Tori closed her eyes against the image of the town sweetheart slumped against the Dumpster behind the library, the aftermath of the girl’s murder her worst nightmare. But Margaret Louise was right. There was
motive
to kill Tiffany Ann.
Then again, if what Rose had said held any credence, there was motive to kill Jeff as well.
Motive
and
a list of possible suspects.
The theme song from
The Andy Griffith Show
wafted its way up from the floor, the familiar tune bringing a whistle to Rose and Margaret Louise’s lips, and confusion to Beatrice’s brow.
“What on earth?” Debbie asked.
“That’s me.” Georgina leaned over and pulled her cell phone from her purse. “Or, rather, my secretary. If it was one of our councilmen, it would have played ‘Hail to the Chief.’ ”
Rose glanced at her watch. “Don’t these people know it’s Friday night?”
“They do. But it doesn’t matter. Mailmen may walk through rain and sleet and snow to do their job, but
mayors
? In a small town like Sweet Briar? We’re never farther than a phone call.”
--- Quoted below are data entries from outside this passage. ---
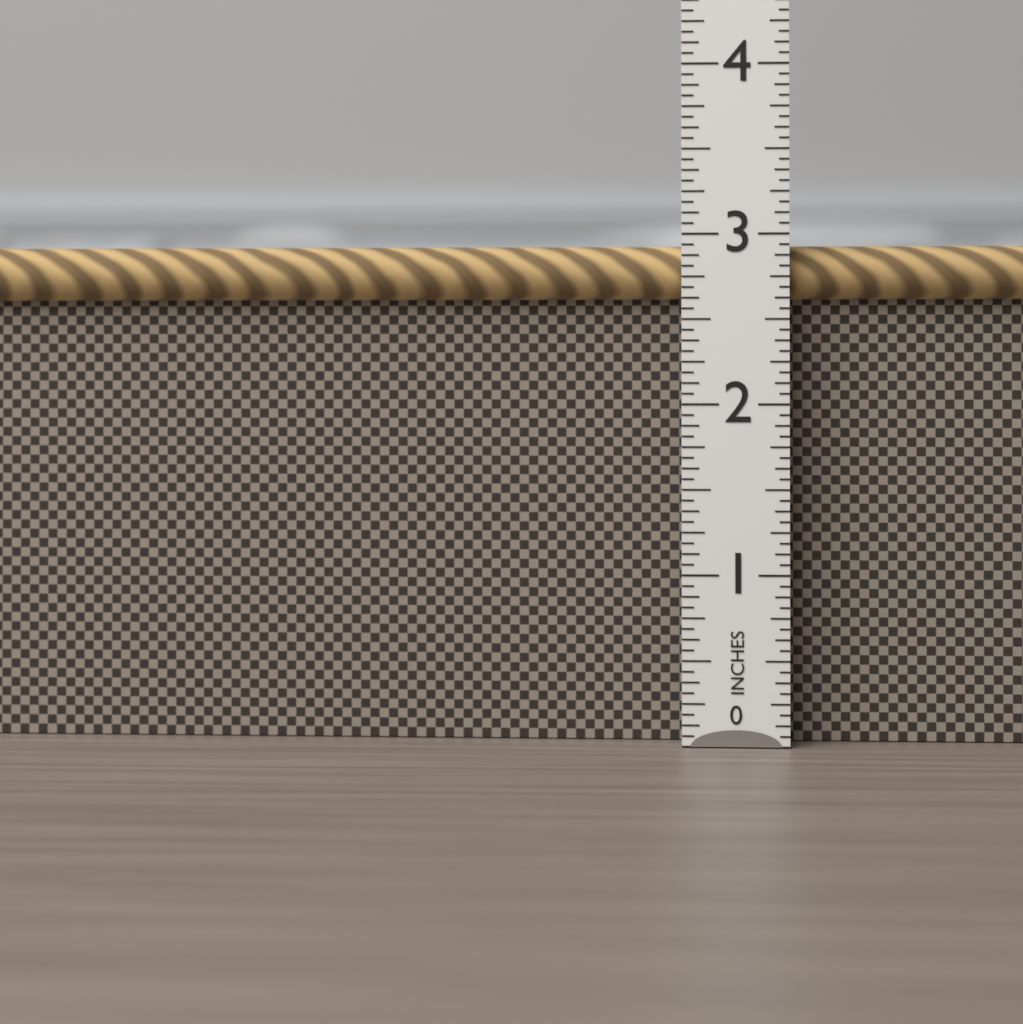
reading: 2.9375 in
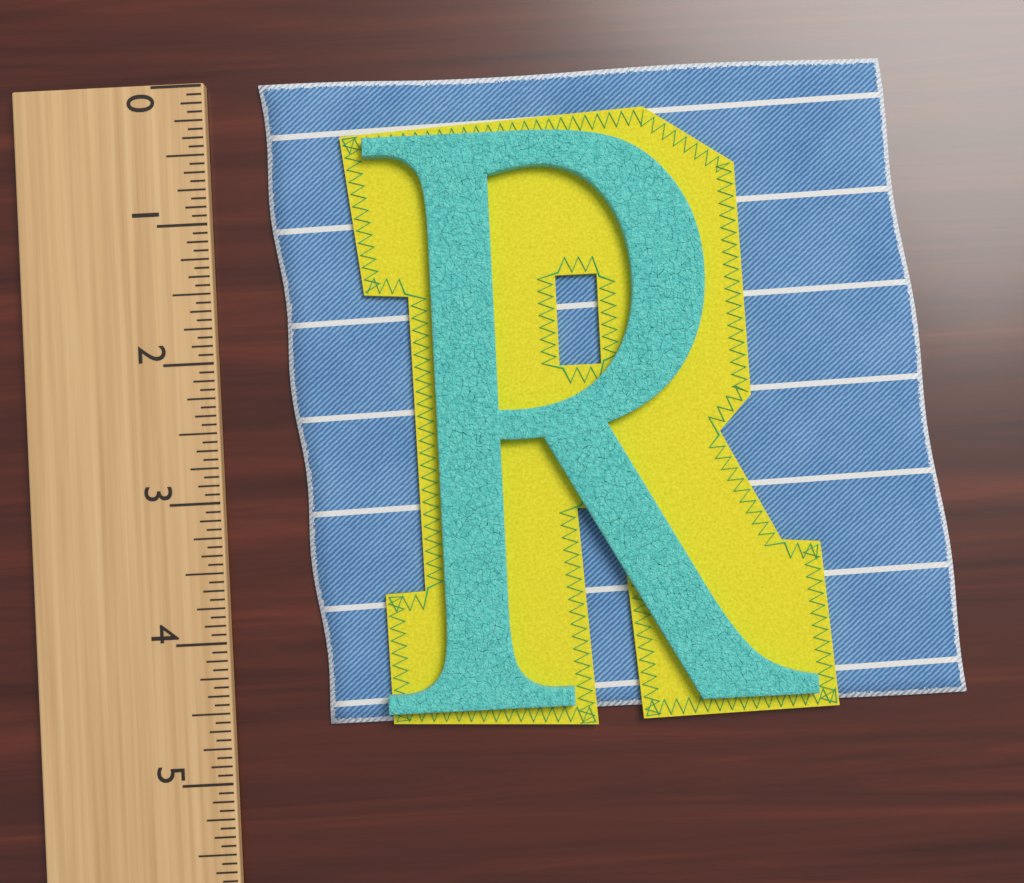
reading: 4.6250 (no unit)
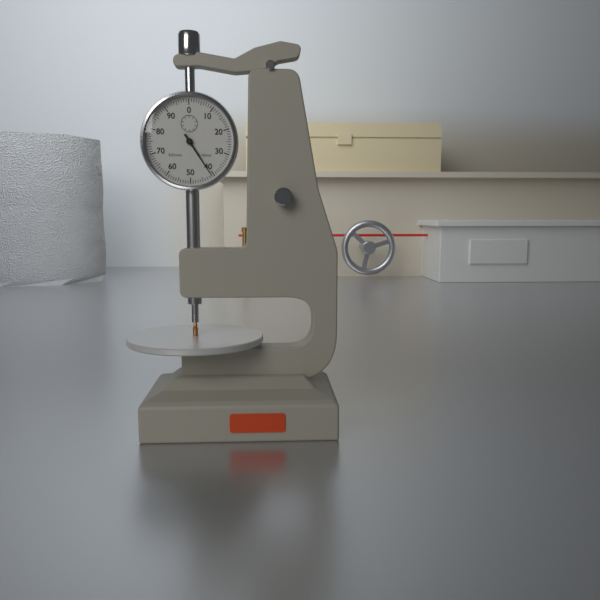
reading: 0.41 mm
“Ever?” Beatrice stared at Georgina with disbelief.
“Ever,” Georgina confirmed before consulting the now-silent phone and making a face. “Oh, fruit flies, I missed it.” A second, shorter jingle followed, prompting the woman to flip the phone open and press a few numbers. “She left a voice mail.”
Holding the phone to her ear, Georgina’s smile slipped from her face as she listened to her secretary’s message. “Oh no.”
“What’s wrong?” Margaret Louise demanded.
Georgina shook her head and pressed her free hand against her opposite ear to drown out any and all background sounds.
A hush fell over the room as Georgina continued to mumble the same words again and again until the moment she hung up the phone.
Rose leaned forward. “Georgina? What is it?”
Clutching the phone to her chest, Georgina closed her eyes and took a deep breath. When she opened them again, she looked past Rose and locked gazes with Tori.
“What—what’s wrong?” she stammered.
“It’s the library. There’s been a fire.”
Chapter 13
She leaned her head against the seat back, the headlights of Georgina’s car illuminating the way to Sweet Briar. The last fifteen minutes at the cabin had been a blur of heart-pounding disbelief, harried repacking, and tentative good-byes. Everyone anxious to help, no one able to speak.
It was as if Georgina’s news had set life into a blender that alternated between slow motion and warp drive. Right now, it was on the slow setting and she could do absolutely nothing to change that fact.
Sure, Georgina could drive a little faster, probably even avoid a speeding ticket thanks to her title, but there was no sense swapping one tragedy for another.
Tori forced herself to take a deep breath, to ask the question she’d been dying to ask yet afraid to hear answered. “What happened? Do we know yet?”